Recently, I happened to start on a project to which I choose to use Django for the backend development. Any reason? Nah... I just felt like it, probably it was because Python was the one I was familiar with the most. In fact, this is my very first project as a developer in my life. Anyway, let's get to the point. I decided to write a series of posts about me as a newbie going through the official DRF tutorials and this is the very first one. Well, let's get started.
Preparations: 1. Project creation and settings
Nothing special here. Just copy and paste what's given.
django-admin startproject tutorial
cd tutorial
# manage.py must be there
python manage.py startapp snippets
# Add the following in
# tutorial/settings.py
INSTALLED_APPS = [
...
'rest_framework',
'snippets.apps.SnippetsConfig',
]
Preparations: 2. Create views and serializer Classes
It is rather bulky but I will copy and paste anyway in case someone doesn't want to bother to visit the official website but is willing to bother relying on me.
# tutorial/snippets/models.py
from django.db import models
from pygments.lexers import get_all_lexers
from pygments.styles import get_all_styles
LEXERS = [item for item in get_all_lexers() if item[1]]
LANGUAGE_CHOICES = sorted([(item[1][0], item[0]) for item in LEXERS])
STYLE_CHOICES = sorted([(item, item) for item in get_all_styles()])
class Snippet(models.Model):
created = models.DateTimeField(auto_now_add=True)
title = models.CharField(max_length=100, blank=True, default='')
code = models.TextField()
linenos = models.BooleanField(default=False)
language = models.CharField(choices=LANGUAGE_CHOICES, default='python', max_length=100)
style = models.CharField(choices=STYLE_CHOICES, default='friendly', max_length=100)
class Meta:
ordering = ['created']
Let's create a database for the model Class we just created.
# turorial/
python manage.py makemigrations
python manage.py migrate
Get in the Python shell
python manage.py shell
and do the following
from snippets.models import Snippet
# from snippets.serializers import SnippetSerializer
# from rest_framework.renderers import JSONRenderer
# from rest_framework.parsers import JSONParser
snippet = Snippet(code='print("hello, world")\n')
snippet.save()
Note that I commented out three lines of imports from the office tutorial as they are not needed yet and so far there is no DRF element involved, i.e., pure Django. Bascially, we created a Snippet
instance called snippet
with the arugment, code='print("hello, world")\n'
. However, I found no __init__
in Snippet
. So the given argument, code='print("hello, world")\n'
, must get passed to superclasses somewhere. In the source code, base.py
, from the Github repository to Django, I found Class Model
in which __init__
is defined as below:
# django/db/models/base.py
def __init__(self, *args, **kwargs):
...
...
super().__init__()
...
super().__init__()
is not called without any arguments passed either. Therefore, I reckon the argument, code='print("hello, world")\n'
, must be dealt with in Class Model
somehow; how exactly I did not look into.

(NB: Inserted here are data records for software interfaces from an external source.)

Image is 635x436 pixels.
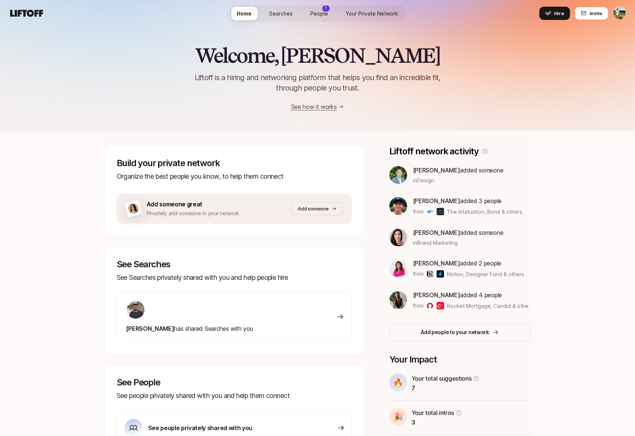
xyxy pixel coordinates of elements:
a: See how it works [291,103,337,110]
span: Invite [590,10,602,17]
p: added someone [413,165,503,175]
p: Liftoff is a hiring and networking platform that helps you find an incredible fit, through people... [185,72,450,93]
p: added 4 people [413,290,529,300]
span: [PERSON_NAME] [413,197,460,205]
p: 7 [411,383,480,393]
p: See Searches [117,259,352,270]
p: 3 [411,418,462,427]
span: Notion, Designer Fund & others [447,270,524,278]
p: from [413,301,424,310]
div: 🔥 [389,374,407,392]
p: See people privately shared with you and help them connect [117,391,352,401]
p: Your Impact [389,355,530,365]
h2: Welcome, [PERSON_NAME] [195,44,440,66]
button: Add someone [291,202,342,215]
img: bd4da4d7_5cf5_45b3_8595_1454a3ab2b2e.jpg [127,301,144,319]
img: Tyler Kieft [613,7,626,20]
span: Hire [554,10,564,17]
p: added someone [413,228,503,238]
p: See people privately shared with you [148,423,252,433]
p: Privately add someone in your network [147,209,240,218]
span: [PERSON_NAME] [413,229,460,236]
span: [PERSON_NAME] [413,167,460,174]
a: Searches [263,7,298,20]
span: Searches [269,10,293,17]
span: [PERSON_NAME] [413,260,460,267]
a: Your Private Network [340,7,404,20]
p: Your total intros [411,408,454,418]
img: Candid [437,302,444,310]
button: Add people to your network [389,324,530,341]
span: Home [237,10,252,17]
span: [PERSON_NAME] [413,291,460,299]
span: has shared Searches with you [126,325,253,332]
p: See Searches privately shared with you and help people hire [117,273,352,283]
p: Add someone great [147,199,240,209]
img: 33ee49e1_eec9_43f1_bb5d_6b38e313ba2b.jpg [389,291,407,309]
span: [PERSON_NAME] [126,325,174,332]
button: Invite [574,7,608,20]
button: Hire [539,7,570,20]
img: 9e09e871_5697_442b_ae6e_b16e3f6458f8.jpg [389,260,407,277]
p: Build your private network [117,158,352,168]
span: The Infatuation, Bond & others [447,208,522,216]
p: Your total suggestions [411,374,472,383]
p: added 3 people [413,196,523,206]
p: 1 [325,6,327,11]
p: added 2 people [413,259,525,268]
img: 7125511f_dbd8_426c_a7b7_93bb6e0e294b.jpg [389,166,407,184]
span: Rocket Mortgage, Candid & others [447,303,533,309]
span: Your Private Network [346,10,398,17]
img: add-someone-great-cta-avatar.png [127,202,139,215]
img: Rocket Mortgage [426,302,434,310]
p: Add people to your network [421,328,489,337]
img: Designer Fund [437,270,444,278]
p: Liftoff network activity [389,146,479,157]
div: 🎉 [389,408,407,426]
span: People [310,10,328,17]
img: 22849a12_9d2c_4918_a7c2_5a3afb59d78b.jpg [389,197,407,215]
img: Bond [437,208,444,215]
span: in Design [413,177,434,184]
p: See People [117,377,352,388]
span: in Brand Marketing [413,239,458,247]
a: People1 [304,7,334,20]
p: from [413,207,424,216]
p: Add someone [298,205,328,212]
a: Home [231,7,257,20]
img: Notion [426,270,434,278]
img: The Infatuation [426,208,434,215]
img: ACg8ocKwUq1SMnMesLy_VeviFNKziOz4S7294WnKiKojcJER45cL-7s=s160-c [389,229,407,246]
p: Organize the best people you know, to help them connect [117,171,352,182]
p: from [413,270,424,279]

By the line snippet.save()
, moreover, the Snippet instance was saved in the database. I found the save
method in Class Model
as well. Let's check if save
did save the instance in the DB. First, we need to create a superuser account as below:
cd <some path>/tutorial # where manage.py is
python manage.py createsuperuser
After this, the following needs to be updated to make the Snippet model appear in admin GUI.
# snippets/admin.py
...
from .models import Snippet
admin.site.register(Snippet)
...
python manage.py runserver
and go to localhost:8000/admin and check out the snippet database if there is an entry we created in the Python shell. I confirmed the new entry appears in the admin GUI.